Perseverance is almost always the first word used to define grit. I can’t remember a time in my life when I haven’t had to persevere to learn something, from my youngest memories to last week. Nothing has come easy for me. When my mom had me practice my addition, subtraction, multiplication, and division flash cards, I had to persevere until I learned the facts. (I will leave the discussion of the importance of facts to those more inclined to believe that every person has a smartphone/tablet/computer with high speed internet, and knows how to ask the right questions to get the right answers, and has all day to do it.) Now I don’t have to persevere when I figure the tip or tax on a bill, but there once was a time when I did have to persevere. Noncognitive factors played a role in the formation of my cognitive proficiency. When I have to create a data table in Excel in order to analyze the data created from a Performance Series Assessment, I often have to persevere with the program and with my own memory in order to make the tools do as I wish. It’s a slow process. It’s a process that I am compelled to do, one which I do not do voluntarily.
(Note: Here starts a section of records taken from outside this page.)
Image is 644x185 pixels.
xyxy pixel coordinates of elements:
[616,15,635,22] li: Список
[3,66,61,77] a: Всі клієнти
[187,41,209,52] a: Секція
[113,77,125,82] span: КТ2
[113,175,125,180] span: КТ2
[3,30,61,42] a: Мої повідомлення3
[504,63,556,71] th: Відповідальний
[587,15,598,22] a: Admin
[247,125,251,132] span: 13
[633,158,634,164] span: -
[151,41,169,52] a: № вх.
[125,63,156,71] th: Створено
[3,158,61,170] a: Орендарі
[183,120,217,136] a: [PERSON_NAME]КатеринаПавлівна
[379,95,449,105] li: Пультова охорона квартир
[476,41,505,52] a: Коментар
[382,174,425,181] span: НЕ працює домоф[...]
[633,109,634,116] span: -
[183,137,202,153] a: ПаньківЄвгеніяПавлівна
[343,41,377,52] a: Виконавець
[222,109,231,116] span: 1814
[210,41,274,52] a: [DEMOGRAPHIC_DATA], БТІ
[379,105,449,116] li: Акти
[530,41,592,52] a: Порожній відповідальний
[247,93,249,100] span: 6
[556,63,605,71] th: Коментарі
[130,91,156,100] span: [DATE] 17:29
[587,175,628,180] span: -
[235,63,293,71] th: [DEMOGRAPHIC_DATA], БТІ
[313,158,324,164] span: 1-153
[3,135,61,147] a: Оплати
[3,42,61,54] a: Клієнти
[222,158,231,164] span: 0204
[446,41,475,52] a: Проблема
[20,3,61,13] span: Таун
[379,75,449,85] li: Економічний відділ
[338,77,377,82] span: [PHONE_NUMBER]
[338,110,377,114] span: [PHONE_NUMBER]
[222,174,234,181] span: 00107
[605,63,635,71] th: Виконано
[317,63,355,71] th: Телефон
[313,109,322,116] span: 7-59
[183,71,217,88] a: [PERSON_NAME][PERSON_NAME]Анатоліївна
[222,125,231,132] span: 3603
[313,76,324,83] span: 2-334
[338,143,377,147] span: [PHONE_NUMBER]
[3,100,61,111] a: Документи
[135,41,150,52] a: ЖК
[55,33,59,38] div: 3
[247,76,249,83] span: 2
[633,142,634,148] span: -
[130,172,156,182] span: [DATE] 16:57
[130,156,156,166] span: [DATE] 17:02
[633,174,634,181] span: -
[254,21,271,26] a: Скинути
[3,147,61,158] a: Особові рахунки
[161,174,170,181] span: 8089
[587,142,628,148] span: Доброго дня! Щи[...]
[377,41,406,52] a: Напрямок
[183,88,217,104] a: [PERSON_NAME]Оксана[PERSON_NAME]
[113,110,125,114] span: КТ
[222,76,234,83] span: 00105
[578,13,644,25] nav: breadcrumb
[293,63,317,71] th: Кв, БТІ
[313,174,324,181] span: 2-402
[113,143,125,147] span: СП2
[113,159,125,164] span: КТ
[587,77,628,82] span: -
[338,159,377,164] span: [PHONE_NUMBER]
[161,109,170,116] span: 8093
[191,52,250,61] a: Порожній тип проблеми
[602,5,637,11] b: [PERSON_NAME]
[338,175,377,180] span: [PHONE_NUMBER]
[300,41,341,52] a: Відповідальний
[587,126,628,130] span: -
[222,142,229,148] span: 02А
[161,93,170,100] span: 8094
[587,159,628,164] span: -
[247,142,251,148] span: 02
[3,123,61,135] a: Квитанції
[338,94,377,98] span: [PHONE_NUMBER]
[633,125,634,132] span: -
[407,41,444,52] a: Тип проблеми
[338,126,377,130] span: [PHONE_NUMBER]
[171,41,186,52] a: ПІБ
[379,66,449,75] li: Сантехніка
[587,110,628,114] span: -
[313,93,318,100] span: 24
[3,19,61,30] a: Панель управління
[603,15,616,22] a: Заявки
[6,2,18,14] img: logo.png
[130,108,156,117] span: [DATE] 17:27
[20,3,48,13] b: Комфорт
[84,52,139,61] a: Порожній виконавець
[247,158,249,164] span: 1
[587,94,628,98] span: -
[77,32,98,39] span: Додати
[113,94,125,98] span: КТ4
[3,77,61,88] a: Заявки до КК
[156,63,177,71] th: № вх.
Noncognitive factors enable me to see the task through to the end, when my cognitive abilities slow me down or otherwise fail me.

This leaves me with a few questions.

Is it possible to point to grit being manifested through a student’s actions? I can point to a metaphor that a student has written on a piece of paper. I can point to a student displaying the proper form of a throw-in in soccer. Can I point to a student showing grit? Is it a single moment in time? Is it the display of certain actions over time? If it is the display of certain actions over time, do we then call it a process? If it is a process, does that change our stance toward assessment, especially assessment which only allows for a single, defined attempt?

Maybe, most importantly: If it is possible to point to grit, can it then be taught or developed?

And just for fun, let’s follow this rabbit hole. For all those feigning concern (lawmakers, talking-heads, statisticians) out there—if it can be taught, how will it be assessed? If it can be assessed, what company will get the contract for the development and scoring of the assessments? If it can be assessed, how will we remediate those who can’t pass the assessment? If it can be assessed, what company or guru will develop the professional development books/training on it, so that teachers can be taught how to properly teach it? If it can be assessed, how will teachers be held accountable for not properly teaching it? If it can be assessed, what national program that ties funding to the assessment results can be developed in order to motivate state departments of education to do what the federal government wants them to do? If it can be assessed, and if a national program can be developed, what lobbying groups will hold sway over the lawmakers and what corporations will fund the talking heads in order to influence public opinion on the matter?

No, not all of those questions are important or valid. But if the Department of Education is putting out a 107 page document on the topic, I’m quite confident somebody has something in the works. I just want to see how it can help improve me as a teacher and help my students have a better life. Is that too romantic?